Often only 10% discount at my local Tesco, max 20% except evening/Sunday afternoon bread products significantly cheaper.
Tesco usually do 3 sets of reductions
Morning say 10am ish, 12-25%
Afternoon around 2pm, 25-50% ish
Evening around 7pm, blanket 75%
Aldi and Lidl seem to both do 30% during the day and then 70% an hour or so before closing.
Sainsbury's and Morrisons seem more random
M&S used to be the worst for taking off a pittance, but I feel that Tesco are now in this position.
which cleverly don't have sell-by dates on the packages
All the fresh fruit and veg ive seen that supposedly no lonfer has a sell by date does, but it's clevely coded so instead of saying 04/10, it now says something like J4 (J being the 10th letter ie October, and 4 for the 4th). At least I've noticed that with things like sealed bags of apples and pears in Tesco and with bags of carrots in Sainsbury's.
It used to be the 7pm 'battle' as they would gather up all the stuff around 6pm, stick another yellow sticker on them and put it back out at 7pm. There was always a bit of a rush to get the best deals - one of the cheapest I ever got was some pastries (can't remember now but I think it was pork pies) marked down to 1p. Apparently they couldn't mark them as free as they had to have something to scan. Biggest percentage discount was the big £5 boxes of strawberries marked down to 20p.
Of late I think they've starting putting things out at different times to avoid the scrum.
I understand during the pandemic, the unions put pressure on management due to various incidents with reductions being put out and 'scrums' developing, though such incidents have been mentioned before in the media
One staff member I know told me there was an agreement to transition away from putting reductions out to customers and in future items would be offered to staff and charities only.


WHAT TO DO - Lift every line from the entries that includes the word "seam".

RECORDS TO PROCESS -
= = = = =

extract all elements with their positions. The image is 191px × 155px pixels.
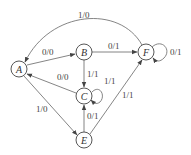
state-label-C: C bbox=[81, 91, 88, 102]
edge-label-B-C: 1/1 bbox=[87, 69, 99, 79]
edge-label-C-A: 0/0 bbox=[57, 72, 69, 82]
edge-A-E bbox=[24, 76, 77, 135]
edge-label-F-F: 0/1 bbox=[170, 47, 182, 57]
edge-label-F-A: 1/0 bbox=[78, 10, 90, 20]
state-F: F bbox=[138, 44, 154, 60]
state-E: E bbox=[76, 132, 92, 148]
edge-label-C-C: 1/1 bbox=[104, 76, 116, 86]
state-C: C bbox=[76, 88, 92, 104]
edge-label-E-F: 1/1 bbox=[122, 90, 134, 100]
state-label-F: F bbox=[142, 47, 150, 58]
state-label-A: A bbox=[15, 64, 23, 75]
edge-label-E-C: 0/1 bbox=[87, 111, 99, 121]
edge-label-B-F: 0/1 bbox=[108, 41, 120, 51]
edge-C-A bbox=[27, 74, 76, 93]
state-diagram: 1/0 0/0 0/1 0/1 1/1 1/1 0/0 1/0 0/1 1/1 … bbox=[0, 0, 191, 155]
state-B: B bbox=[76, 44, 92, 60]
state-label-B: B bbox=[81, 47, 87, 58]
state-A: A bbox=[11, 61, 27, 77]
edge-label-A-B: 0/0 bbox=[42, 47, 54, 57]
edge-label-A-E: 1/0 bbox=[36, 104, 48, 114]
edge-C-C bbox=[91, 89, 102, 103]
state-label-E: E bbox=[80, 135, 87, 146]
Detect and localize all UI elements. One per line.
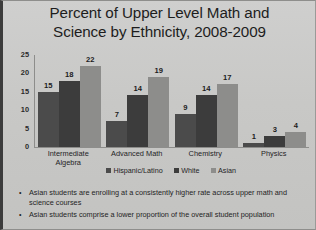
bar-value-label: 7 — [106, 110, 127, 119]
legend-label: Hispanic/Latino — [113, 166, 162, 175]
slide-title-line-1: Percent of Upper Level Math and — [3, 4, 316, 23]
bar-slot: 19 — [148, 55, 169, 147]
x-axis-labels: IntermediateAlgebraAdvanced MathChemistr… — [34, 150, 308, 167]
bar-slot: 1 — [243, 55, 264, 147]
legend-swatch-icon — [211, 168, 216, 173]
bar-value-label: 19 — [148, 66, 169, 75]
bar[interactable]: 14 — [196, 95, 217, 147]
bar-value-label: 18 — [59, 70, 80, 79]
y-axis-tick: 25 — [9, 51, 29, 59]
bar[interactable]: 3 — [264, 136, 285, 147]
bar-value-label: 14 — [127, 84, 148, 93]
bar-slot: 15 — [38, 55, 59, 147]
bar[interactable]: 22 — [80, 66, 101, 147]
slide-title: Percent of Upper Level Math and Science … — [3, 4, 316, 41]
bar[interactable]: 9 — [175, 114, 196, 147]
slide-title-line-2: Science by Ethnicity, 2008-2009 — [3, 23, 316, 42]
bullet-item: •Asian students comprise a lower proport… — [17, 210, 307, 220]
y-axis-tick: 5 — [9, 125, 29, 133]
bar-slot: 14 — [127, 55, 148, 147]
bar-value-label: 15 — [38, 81, 59, 90]
slide-canvas: Percent of Upper Level Math and Science … — [0, 0, 316, 230]
chart-legend: Hispanic/LatinoWhiteAsian — [34, 166, 308, 175]
x-axis-category-label: IntermediateAlgebra — [34, 150, 103, 167]
legend-item[interactable]: Asian — [211, 166, 236, 175]
bar[interactable]: 1 — [243, 143, 264, 147]
bar-group: 151822 — [35, 55, 104, 147]
bullet-item: •Asian students are enrolling at a consi… — [17, 188, 307, 207]
bar-value-label: 4 — [285, 121, 306, 130]
x-axis-category-label: Physics — [240, 150, 309, 167]
bar-slot: 3 — [264, 55, 285, 147]
y-axis-tick: 20 — [9, 69, 29, 77]
bar[interactable]: 18 — [59, 81, 80, 147]
bar-chart: 2520151050 1518227141991417134 Intermedi… — [9, 51, 311, 173]
bar-group: 91417 — [172, 55, 241, 147]
bar-group: 134 — [241, 55, 310, 147]
bar-value-label: 9 — [175, 103, 196, 112]
bar-slot: 18 — [59, 55, 80, 147]
bar[interactable]: 7 — [106, 121, 127, 147]
bullet-marker-icon: • — [19, 210, 21, 220]
legend-item[interactable]: White — [174, 166, 200, 175]
legend-swatch-icon — [174, 168, 179, 173]
legend-label: White — [181, 166, 199, 175]
y-axis-tick: 15 — [9, 88, 29, 96]
bar[interactable]: 14 — [127, 95, 148, 147]
bar[interactable]: 17 — [217, 84, 238, 147]
legend-label: Asian — [218, 166, 236, 175]
y-axis-tick: 10 — [9, 106, 29, 114]
bar-slot: 17 — [217, 55, 238, 147]
bar-value-label: 17 — [217, 73, 238, 82]
x-axis-category-label: Advanced Math — [103, 150, 172, 167]
bar-slot: 7 — [106, 55, 127, 147]
x-axis-category-label: Chemistry — [171, 150, 240, 167]
bar-value-label: 22 — [80, 55, 101, 64]
bar-value-label: 3 — [264, 125, 285, 134]
bullet-text: Asian students are enrolling at a consis… — [29, 188, 287, 207]
bar-value-label: 14 — [196, 84, 217, 93]
bar[interactable]: 15 — [38, 92, 59, 147]
plot-area: 1518227141991417134 — [34, 55, 309, 148]
bar-slot: 14 — [196, 55, 217, 147]
legend-swatch-icon — [106, 168, 111, 173]
bar[interactable]: 4 — [285, 132, 306, 147]
bar-group: 71419 — [104, 55, 173, 147]
bar-groups: 1518227141991417134 — [35, 55, 309, 147]
legend-item[interactable]: Hispanic/Latino — [106, 166, 163, 175]
bar-slot: 22 — [80, 55, 101, 147]
bar-slot: 4 — [285, 55, 306, 147]
bullet-list: •Asian students are enrolling at a consi… — [17, 188, 307, 222]
y-axis-tick: 0 — [9, 143, 29, 151]
bar-value-label: 1 — [243, 132, 264, 141]
bullet-text: Asian students comprise a lower proporti… — [29, 210, 274, 219]
bullet-marker-icon: • — [19, 188, 21, 198]
bar-slot: 9 — [175, 55, 196, 147]
bar[interactable]: 19 — [148, 77, 169, 147]
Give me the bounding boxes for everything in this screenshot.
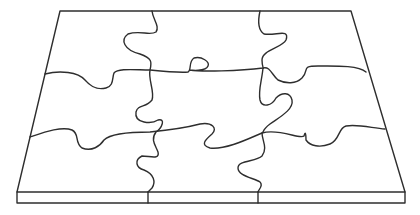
puzzle-seam-horizontal-lower bbox=[30, 124, 385, 150]
puzzle-seam-horizontal-upper bbox=[45, 58, 366, 89]
puzzle-seam-vertical-left bbox=[124, 11, 162, 192]
puzzle-front-edge bbox=[17, 192, 405, 203]
jigsaw-puzzle-illustration bbox=[0, 0, 420, 215]
puzzle-seam-vertical-right bbox=[238, 11, 292, 192]
puzzle-top-face-outline bbox=[17, 11, 405, 192]
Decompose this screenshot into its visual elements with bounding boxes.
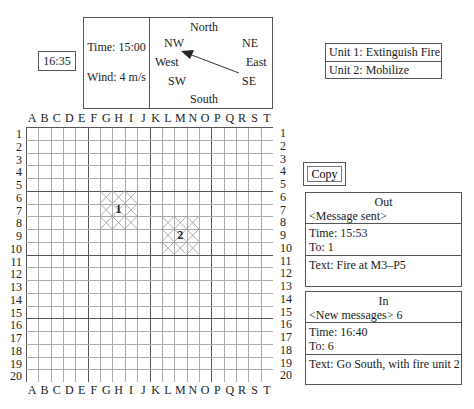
column-label-r: R [236, 383, 248, 398]
column-label-m: M [174, 383, 186, 398]
grid-lines [26, 127, 273, 382]
column-label-l: L [162, 111, 174, 126]
column-label-j: J [137, 383, 149, 398]
fire-map-grid[interactable]: 1 2 [26, 127, 273, 382]
column-label-f: F [88, 111, 100, 126]
column-label-a: A [26, 383, 38, 398]
column-label-b: B [38, 383, 50, 398]
unit-orders: Unit 1: Extinguish Fire Unit 2: Mobilize [325, 43, 442, 79]
row-label-20: 20 [6, 369, 22, 384]
column-label-g: G [100, 111, 112, 126]
column-label-k: K [150, 111, 162, 126]
in-message-panel: In <New messages> 6 Time: 16:40 To: 6 Te… [305, 291, 462, 385]
column-label-e: E [75, 383, 87, 398]
column-label-p: P [211, 383, 223, 398]
out-message-panel: Out <Message sent> Time: 15:53 To: 1 Tex… [305, 192, 462, 287]
out-text[interactable]: Text: Fire at M3–P5 [309, 258, 458, 272]
column-label-s: S [248, 383, 260, 398]
current-time: 16:35 [38, 51, 76, 71]
column-label-d: D [63, 383, 75, 398]
column-label-f: F [88, 383, 100, 398]
column-label-b: B [38, 111, 50, 126]
in-time: Time: 16:40 [309, 325, 458, 339]
row-label-20: 20 [280, 368, 296, 383]
out-status: <Message sent> [309, 209, 458, 223]
column-label-p: P [211, 111, 223, 126]
column-label-r: R [236, 111, 248, 126]
column-label-o: O [199, 111, 211, 126]
column-label-g: G [100, 383, 112, 398]
column-label-l: L [162, 383, 174, 398]
in-recipient: To: 6 [309, 339, 458, 353]
column-label-d: D [63, 111, 75, 126]
column-label-k: K [150, 383, 162, 398]
column-label-n: N [187, 111, 199, 126]
in-text: Text: Go South, with fire unit 2 [309, 357, 458, 371]
unit-1-order[interactable]: Unit 1: Extinguish Fire [326, 44, 441, 61]
column-label-h: H [112, 383, 124, 398]
column-label-m: M [174, 111, 186, 126]
wind-arrow-icon [84, 18, 272, 108]
out-title: Out [309, 195, 458, 209]
column-label-h: H [112, 111, 124, 126]
in-status[interactable]: <New messages> 6 [309, 308, 458, 322]
fire-area-2[interactable]: 2 [162, 216, 199, 254]
column-label-s: S [248, 111, 260, 126]
column-label-n: N [187, 383, 199, 398]
column-label-j: J [137, 111, 149, 126]
column-label-t: T [261, 383, 273, 398]
fire-area-1[interactable]: 1 [100, 191, 137, 229]
out-time: Time: 15:53 [309, 226, 458, 240]
column-label-a: A [26, 111, 38, 126]
column-label-i: I [125, 383, 137, 398]
out-recipient[interactable]: To: 1 [309, 240, 458, 254]
column-label-c: C [51, 111, 63, 126]
weather-panel: Time: 15:00 Wind: 4 m/s North NW NE West… [83, 17, 273, 109]
in-title: In [309, 294, 458, 308]
column-label-e: E [75, 111, 87, 126]
copy-button[interactable]: Copy [303, 162, 346, 186]
column-label-t: T [261, 111, 273, 126]
unit-2-order[interactable]: Unit 2: Mobilize [326, 61, 441, 79]
column-label-q: Q [224, 111, 236, 126]
column-label-i: I [125, 111, 137, 126]
column-label-c: C [51, 383, 63, 398]
column-label-q: Q [224, 383, 236, 398]
column-label-o: O [199, 383, 211, 398]
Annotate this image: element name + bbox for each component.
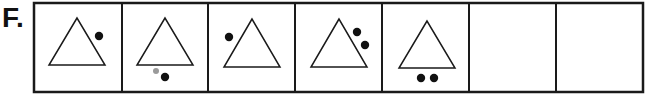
faint-dot-icon	[153, 68, 159, 74]
dot-icon	[95, 32, 103, 40]
dot-icon	[225, 33, 233, 41]
dot-icon	[417, 74, 425, 82]
dot-icon	[430, 74, 438, 82]
dot-icon	[353, 28, 361, 36]
dot-icon	[161, 73, 169, 81]
dot-icon	[361, 41, 369, 49]
pattern-sequence	[0, 0, 646, 98]
sequence-frame	[34, 3, 643, 92]
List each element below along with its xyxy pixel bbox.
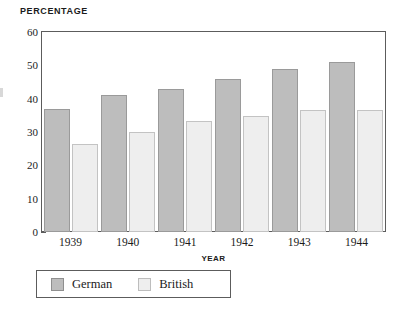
bar-group: [214, 32, 271, 232]
bar-chart-figure: Percentage 0102030405060 193919401941194…: [0, 0, 411, 316]
bar-group: [99, 32, 156, 232]
bar-german-1943: [272, 69, 298, 232]
bar-german-1944: [329, 62, 355, 232]
x-axis-title: Year: [41, 250, 386, 264]
bar-british-1941: [186, 121, 212, 232]
bar-german-1939: [44, 109, 70, 232]
y-tick-label: 30: [2, 127, 38, 138]
x-tick-label: 1941: [173, 236, 196, 248]
bar-german-1940: [101, 95, 127, 232]
y-tick-label: 20: [2, 160, 38, 171]
y-tick-label: 60: [2, 27, 38, 38]
bar-british-1940: [129, 132, 155, 232]
bar-group: [42, 32, 99, 232]
british-swatch: [138, 278, 151, 291]
chart-legend: GermanBritish: [36, 270, 231, 298]
y-tick-label: 10: [2, 193, 38, 204]
bar-british-1943: [300, 110, 326, 232]
x-tick-label: 1942: [231, 236, 254, 248]
bar-british-1939: [72, 144, 98, 232]
german-swatch: [51, 278, 64, 291]
y-axis-tick-labels: 0102030405060: [0, 0, 38, 316]
bar-british-1942: [243, 116, 269, 232]
bar-german-1942: [215, 79, 241, 232]
legend-entry-british: British: [138, 277, 193, 292]
x-tick-label: 1940: [116, 236, 139, 248]
bar-group: [271, 32, 328, 232]
bar-group: [328, 32, 385, 232]
legend-entry-german: German: [51, 277, 112, 292]
bar-british-1944: [357, 110, 383, 232]
y-tick-label: 0: [2, 227, 38, 238]
y-major-tick: [41, 232, 46, 233]
x-tick-label: 1939: [59, 236, 82, 248]
y-tick-label: 50: [2, 60, 38, 71]
y-tick-label: 40: [2, 93, 38, 104]
x-tick-label: 1943: [288, 236, 311, 248]
bar-german-1941: [158, 89, 184, 232]
legend-label: German: [72, 277, 112, 292]
x-tick-label: 1944: [345, 236, 368, 248]
plot-area: [42, 32, 385, 232]
bar-group: [156, 32, 213, 232]
legend-label: British: [159, 277, 193, 292]
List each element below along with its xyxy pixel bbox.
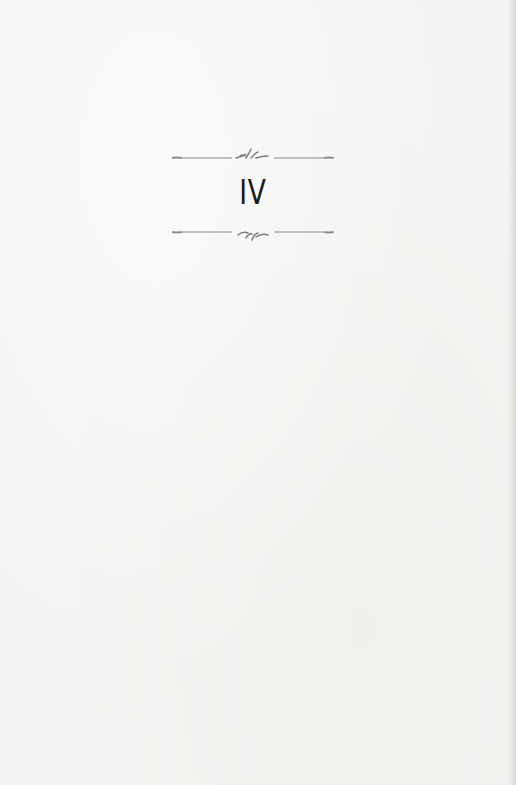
chapter-number: IV <box>188 172 317 212</box>
ornamental-rule-bottom-icon <box>170 228 336 242</box>
page-edge-shadow <box>508 0 516 785</box>
chapter-heading-block: IV <box>170 145 336 245</box>
book-page: IV <box>0 0 516 785</box>
ornamental-rule-top-icon <box>170 148 336 162</box>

= = = = =

EXERCISE ANSWER -
puzzle-seam-horizontal-lower bbox=[30, 124, 385, 150]
puzzle-seam-horizontal-upper bbox=[45, 58, 366, 89]
puzzle-seam-vertical-left bbox=[124, 11, 162, 192]
puzzle-seam-vertical-right bbox=[238, 11, 292, 192]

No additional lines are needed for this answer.